If you have a real estate blog, you already know that frequent posting is critical in order for that blog to be successful. And because you should be posting new real estate blogs every day, it doesn’t take long before each of your posts get buried behind newer content or archived into organized folders, usually by month.
So what’s the best way for you to help readers find previous posts they may find relevant or interesting? Create blog categories. Most blogging platforms allow users to organize every post into specific categories that can easily be customized. Most often, blog categories are listed in the blog sidebar, which is easily viewable to all your readers. Depending on the purpose of your blog, examples of real estate categories may be New Construction Homes, Homes Just Listed, Downtown Real Estate, etc.
But in order for your categories to be useful to readers, it’s important you follow some guidelines. The purpose of blog categories is to keep all your blogs organized. Obviously there is little value to having categories that don’t make sense or have little organization themselves; so for instance, if you are a real estate agent who often blogs about homes or condos that recently sold, avoid having multiple categories relating to sold homes. Along with creating categories, bloggers also have the ability to create sub-categories, which more often than not, are not used enough on real estate blog sites. “Homes Recently Sold” is a category. “Waterfront Homes Recently Sold” is a sub-category—it’s that simple.
In addition, make sure that when you add each post to a category that it’s actually relate-able. Of course this sounds fairly obvious, but many bloggers will often put each blog into as many categories as possible as a way to get the most views as possible. Not only is this ineffective, but it makes you and your real estate blog look bad. If your readers can’t easily find the information they’re looking for, or even worse, are in the right place (or category) but quickly realize the wrong information is there, I can guarantee those readers won’t be following your blog much longer.
Joe Heath is a graduate of Indiana University and also holds a Graduate Certificate in Real Estate Development from Drexel University. After working in the market research sector and authoring published Market Snapshots for Hanley Wood Market Intelligence, Joe now works as a Web Marketing Specialist and co-owns Real Estate Web Creation with his partner, Ted Guarnero, a 25+ year real estate veteran.
Thanks for commenting, Pro Blogger.
Categories are important to any blog. Leave the tags alone and pick 7 or 8 categories and stick to them. Having the focus narrowed down to a category really improves the quality of all blogs, not just real estate blogs.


Activity »
Your answer should be the data below, reproduced with nothing changed.

━━━━━━

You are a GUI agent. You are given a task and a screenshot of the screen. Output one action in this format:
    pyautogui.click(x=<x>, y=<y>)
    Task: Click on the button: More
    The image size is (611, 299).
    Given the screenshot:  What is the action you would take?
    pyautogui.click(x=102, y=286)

━━━━━━

Answer section »
You are a GUI agent. You are given a task and a screenshot of the screen. Output one action in this format:
    pyautogui.click(x=<x>, y=<y>)
    Task: Click on the button: More
    The image size is (611, 299).
    Given the screenshot:  What is the action you would take?
    pyautogui.click(x=102, y=286)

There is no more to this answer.